While gathering research for my book, "Who Killed Emmett Till?" I learned of numerous violent incidences in the Mississippi Delta,and I wondered what it would be like to raise children with such horror going on all around.


One evening, while sitting at Walter Scurlock's restaurant in the small town of Drew, my husband and I found ourselves having coffee with Nettie Davis, one of the first black people from Drew who would talk to me about Emmett Till and other murders in the Delta. She introduced us to her friend, a man from her church. Both were long time residents of this former cotton ginning town.


It didn't take long for Davis to get to the essence of why people had been, and continue to be, so affected by Emmett's murder.


"He was just a kid, that's why this murder was so different than all of the rest."


Nettie Davis made her point for a second time during this conversation. It was important to Nettie that I understand Jim Crow rules are rarely written down and vary by community.

Davis and her friend were patient in offering their wisdom on this cool, fall evening forty-nine years later. And their memories brought fresh reality to the Emmett Till story that night.


"You need to understand. There had been other murders. Joe Pullen, George Lee, so many horrible murders. But Emmett was a young boy, just 14, and he didn't know the rules," Davis said. "Emmett's mother said she tried to tell him, but he couldn't have really understood how much different things were in the Delta than they were in Chicago."
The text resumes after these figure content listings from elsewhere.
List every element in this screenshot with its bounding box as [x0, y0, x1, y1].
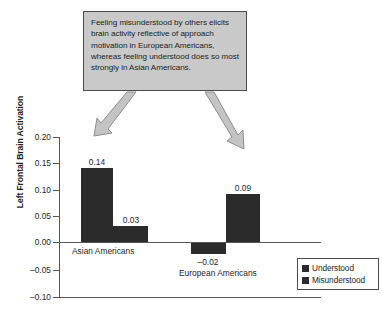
y-axis-title: Left Frontal Brain Activation	[15, 78, 25, 226]
plot-bottom-line	[59, 297, 321, 298]
y-tick-mark	[53, 137, 59, 138]
y-axis-line	[59, 137, 60, 298]
category-label-european-americans: European Americans	[179, 268, 257, 278]
bar-value-european-misunderstood: 0.09	[225, 183, 261, 193]
arrow-right-icon	[205, 92, 244, 149]
zero-baseline	[59, 242, 321, 243]
y-tick-label: 0.00	[19, 237, 51, 247]
y-tick-mark	[53, 190, 59, 191]
legend-label: Understood	[312, 263, 354, 273]
y-tick-mark	[53, 163, 59, 164]
figure: Feeling misunderstood by others elicits …	[0, 0, 383, 316]
y-tick-mark	[53, 216, 59, 217]
y-tick-label: –0.05	[19, 265, 51, 275]
legend-swatch-icon	[302, 277, 309, 284]
category-label-asian-americans: Asian Americans	[72, 246, 134, 256]
bar-asian-misunderstood	[113, 226, 148, 242]
arrow-left-icon	[94, 92, 136, 136]
bar-asian-understood	[81, 168, 113, 242]
bar-value-asian-understood: 0.14	[79, 157, 115, 167]
bar-european-misunderstood	[226, 194, 260, 242]
legend-label: Misunderstood	[312, 275, 365, 285]
legend-swatch-icon	[302, 265, 309, 272]
bar-value-european-understood: –0.02	[190, 257, 226, 267]
legend-item-understood: Understood	[302, 262, 375, 274]
legend: Understood Misunderstood	[297, 258, 379, 290]
y-tick-label: –0.10	[19, 292, 51, 302]
annotation-callout-text: Feeling misunderstood by others elicits …	[91, 17, 240, 73]
y-tick-mark	[53, 242, 59, 243]
y-tick-mark	[53, 297, 59, 298]
legend-item-misunderstood: Misunderstood	[302, 274, 375, 286]
bar-value-asian-misunderstood: 0.03	[113, 215, 149, 225]
y-tick-mark	[53, 270, 59, 271]
annotation-callout: Feeling misunderstood by others elicits …	[83, 11, 247, 91]
bar-european-understood	[191, 243, 226, 254]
How could black parents ever protect their children in those days, I wanted to know, as I thought of my own rambunctious son when I asked the question. Would I have let him go to the movies alone? Walk to the store or post office? Drive a car?
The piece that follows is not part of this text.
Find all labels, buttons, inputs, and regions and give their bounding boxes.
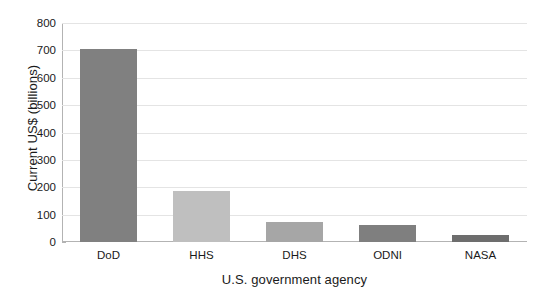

What if your child accidentally said the wrong thing? Made the wrong gesture, or broke any of the unwritten Jim Crow laws? What if your child was simply misunderstood? How would you keep an active child quiet? Or safe? "Well, you didn't take your children out very much," Davis's friend offered.


"You tried to protect them by keeping them away from places where they could get into trouble, or be hurt, or something bad. But you didn't talk a lot about these things, because a child shouldn't have to be scared," Nettie Davis said.


Her friend had remained on the periphery of this conversation, but then pulled his chair closer and began speaking of his own experiences regarding his sister and Emmett Till's lynching.

She was 14 at the time, the same age as young Till, and a student at the Drew Colored School, only a few miles away from where he was taken into the Drew countryside and, most likely, killed.


The town's children knew about the murder, some knew within hours.


The sister of Davis's friend had been so traumatized and angry at the time, " . . . she has never spoken to a white person since," he said.


Maybe it would be good for his sister if she would speak to someone now about her feelings, I suggested.


"Maybe she would talk to you," he offered.


Davis's friend pulled out his cell phone and called his sister in Jackson, trying to set up an interview with me. "Could she talk to me when I go there the following week?" I asked.


After a few back and forth phone calls with her brother, the sister agreed to meet me and talk. But the appointment fell through when she backed out the next morning.


"She's still afraid," he told me.


Of course, Nettie Davis is right. Children shouldn't have to live in fear.